Marquis: How is your business run in a way that distinguishes it from other online retailers?
Schwarz: Not only are we a Certified B Corporation, we’re also legally incorporated as a public benefit corporation. In addition, one of our investors paid for me to go to conscious capitalism boot camp. I’m both kind of a hippie and also skeptical of corporate buzzwords, so I went in with a mindset of “We’ll see what this is all about.” It was actually a really formative experience in the development of DoneGood.
All of our partners are screened for social and environmental impact, and all our workers are earning a living wage. Our governance incorporates things like transparency and an equitable pay structure. I actually make less than I used to in my old career. I’ve always been at least tied for last among the lowest-paid full-time DoneGood employees, so we’ve always had a negative or equal CEO-to-lowest-paid worker ratio.
There are also the more intangibles of conscious capitalism that are more about how you feel, how your team feels, and really ensuring that you are always set up to truly make your customers and your suppliers and the lives of anyone your business comes in contact with better. It’s about asking questions like: Is your product truly a gift to the world? Or constantly asking ourselves whether we are always creating value for our partner businesses that sell products on our site. That has determined how we’ve set up our business model. We don’t take any money from our partner brands upfront, we only take a percentage of products sold. That means are partners are always making money, they’re never paying us more than they earn, and we’re always helping them be more successful. And of course that’s the goal behind everything we do. So our business model was designed to make sure that the money we earn is always dependent on how much value we’re creating for our partners, in other words, how much we’re accomplishing our social mission.

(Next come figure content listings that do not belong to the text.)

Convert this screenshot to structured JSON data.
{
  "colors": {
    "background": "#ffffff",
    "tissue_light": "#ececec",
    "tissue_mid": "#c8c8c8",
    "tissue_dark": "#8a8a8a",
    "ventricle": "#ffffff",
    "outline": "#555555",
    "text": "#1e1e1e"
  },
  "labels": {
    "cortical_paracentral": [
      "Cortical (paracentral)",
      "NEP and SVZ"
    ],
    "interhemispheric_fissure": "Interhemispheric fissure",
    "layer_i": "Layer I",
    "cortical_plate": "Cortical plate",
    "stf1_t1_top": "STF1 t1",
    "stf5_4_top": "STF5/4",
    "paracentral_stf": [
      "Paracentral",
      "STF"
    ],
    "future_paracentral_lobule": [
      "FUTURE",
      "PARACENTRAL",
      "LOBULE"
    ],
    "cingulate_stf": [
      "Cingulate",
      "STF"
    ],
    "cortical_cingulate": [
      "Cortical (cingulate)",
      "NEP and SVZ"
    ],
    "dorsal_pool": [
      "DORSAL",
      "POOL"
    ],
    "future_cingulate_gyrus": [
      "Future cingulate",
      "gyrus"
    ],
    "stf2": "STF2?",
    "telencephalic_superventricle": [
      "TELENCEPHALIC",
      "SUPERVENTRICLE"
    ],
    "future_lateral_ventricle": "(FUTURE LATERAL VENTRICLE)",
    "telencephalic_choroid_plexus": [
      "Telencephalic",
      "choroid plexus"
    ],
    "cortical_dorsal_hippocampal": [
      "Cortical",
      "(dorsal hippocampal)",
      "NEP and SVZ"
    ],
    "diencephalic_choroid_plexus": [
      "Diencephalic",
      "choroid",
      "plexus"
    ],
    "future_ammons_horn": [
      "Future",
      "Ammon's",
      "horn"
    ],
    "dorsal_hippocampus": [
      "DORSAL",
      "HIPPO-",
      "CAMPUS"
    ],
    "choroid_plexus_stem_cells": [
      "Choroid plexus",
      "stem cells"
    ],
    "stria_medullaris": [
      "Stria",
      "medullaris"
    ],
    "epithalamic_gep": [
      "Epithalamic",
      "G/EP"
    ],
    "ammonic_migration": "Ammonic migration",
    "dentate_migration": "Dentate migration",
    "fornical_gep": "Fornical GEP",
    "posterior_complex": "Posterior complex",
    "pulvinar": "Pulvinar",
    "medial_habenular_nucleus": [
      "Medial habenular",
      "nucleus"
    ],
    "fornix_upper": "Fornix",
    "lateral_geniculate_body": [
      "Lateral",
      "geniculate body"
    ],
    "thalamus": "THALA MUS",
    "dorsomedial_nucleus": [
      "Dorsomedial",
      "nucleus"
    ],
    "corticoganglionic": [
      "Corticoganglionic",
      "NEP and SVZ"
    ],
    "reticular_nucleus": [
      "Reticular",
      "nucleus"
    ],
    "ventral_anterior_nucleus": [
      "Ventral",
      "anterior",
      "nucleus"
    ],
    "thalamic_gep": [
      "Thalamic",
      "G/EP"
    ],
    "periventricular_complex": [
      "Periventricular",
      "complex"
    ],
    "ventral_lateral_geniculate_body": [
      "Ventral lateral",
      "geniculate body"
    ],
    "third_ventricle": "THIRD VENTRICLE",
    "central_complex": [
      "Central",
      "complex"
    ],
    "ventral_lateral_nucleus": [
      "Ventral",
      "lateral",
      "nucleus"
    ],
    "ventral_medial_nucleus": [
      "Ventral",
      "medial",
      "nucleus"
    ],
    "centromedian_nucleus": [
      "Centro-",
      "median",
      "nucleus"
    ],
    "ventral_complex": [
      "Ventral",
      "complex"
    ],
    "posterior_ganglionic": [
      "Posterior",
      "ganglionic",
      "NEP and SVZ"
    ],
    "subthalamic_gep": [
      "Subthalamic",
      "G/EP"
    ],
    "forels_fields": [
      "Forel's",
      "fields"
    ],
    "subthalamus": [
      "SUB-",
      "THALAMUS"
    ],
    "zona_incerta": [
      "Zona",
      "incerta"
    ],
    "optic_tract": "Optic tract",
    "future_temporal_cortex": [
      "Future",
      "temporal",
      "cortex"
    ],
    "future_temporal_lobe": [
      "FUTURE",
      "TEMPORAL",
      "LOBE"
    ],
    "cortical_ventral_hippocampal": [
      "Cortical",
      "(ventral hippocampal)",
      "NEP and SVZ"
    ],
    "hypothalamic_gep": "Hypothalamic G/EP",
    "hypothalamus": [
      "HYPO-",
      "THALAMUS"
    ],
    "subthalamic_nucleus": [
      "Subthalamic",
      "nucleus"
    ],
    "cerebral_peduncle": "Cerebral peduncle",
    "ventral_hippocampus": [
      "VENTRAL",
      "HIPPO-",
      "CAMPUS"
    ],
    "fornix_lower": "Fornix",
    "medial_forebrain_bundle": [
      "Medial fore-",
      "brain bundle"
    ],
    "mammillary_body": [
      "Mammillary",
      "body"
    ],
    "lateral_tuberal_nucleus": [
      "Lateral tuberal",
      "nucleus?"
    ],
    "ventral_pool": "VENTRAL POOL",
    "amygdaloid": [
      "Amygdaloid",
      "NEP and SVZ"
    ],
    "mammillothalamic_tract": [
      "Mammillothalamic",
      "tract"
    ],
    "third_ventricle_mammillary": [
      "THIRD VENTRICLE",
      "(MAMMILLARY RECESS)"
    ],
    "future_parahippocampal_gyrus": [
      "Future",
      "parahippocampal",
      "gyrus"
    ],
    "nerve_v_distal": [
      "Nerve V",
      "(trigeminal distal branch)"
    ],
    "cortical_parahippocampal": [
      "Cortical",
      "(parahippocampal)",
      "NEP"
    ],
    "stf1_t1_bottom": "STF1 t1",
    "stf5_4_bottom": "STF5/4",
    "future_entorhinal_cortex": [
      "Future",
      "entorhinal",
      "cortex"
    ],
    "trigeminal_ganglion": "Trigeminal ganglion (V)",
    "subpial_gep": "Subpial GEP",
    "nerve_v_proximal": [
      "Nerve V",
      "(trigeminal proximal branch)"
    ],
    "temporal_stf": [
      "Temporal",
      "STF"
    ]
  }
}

We’ve also worked really hard to develop technology that makes it super quick and easy for our partner brands to work with us. They take 15 minutes, they hook up to DoneGood once, and then orders that come through us automatically go into their existing fulfillment process. The payment to them is handled automatically, so they spend 15 minutes of time and pay us zero dollars upfront, and then they just get more money because of the sales that we make for them on our website. They always win.
I truly believe that keeping in mind those thoughts about your product being a gift to the world and truly creating value for every other business or organization that you come in contact with helps your business be more successful. And helps you feel better as a human about your work. The national Conscious Capitalism organization has studied this for I think around two decades now, and they’ve found that large companies adhering to conscious capitalism principals performed 14 times better than the S&P 500.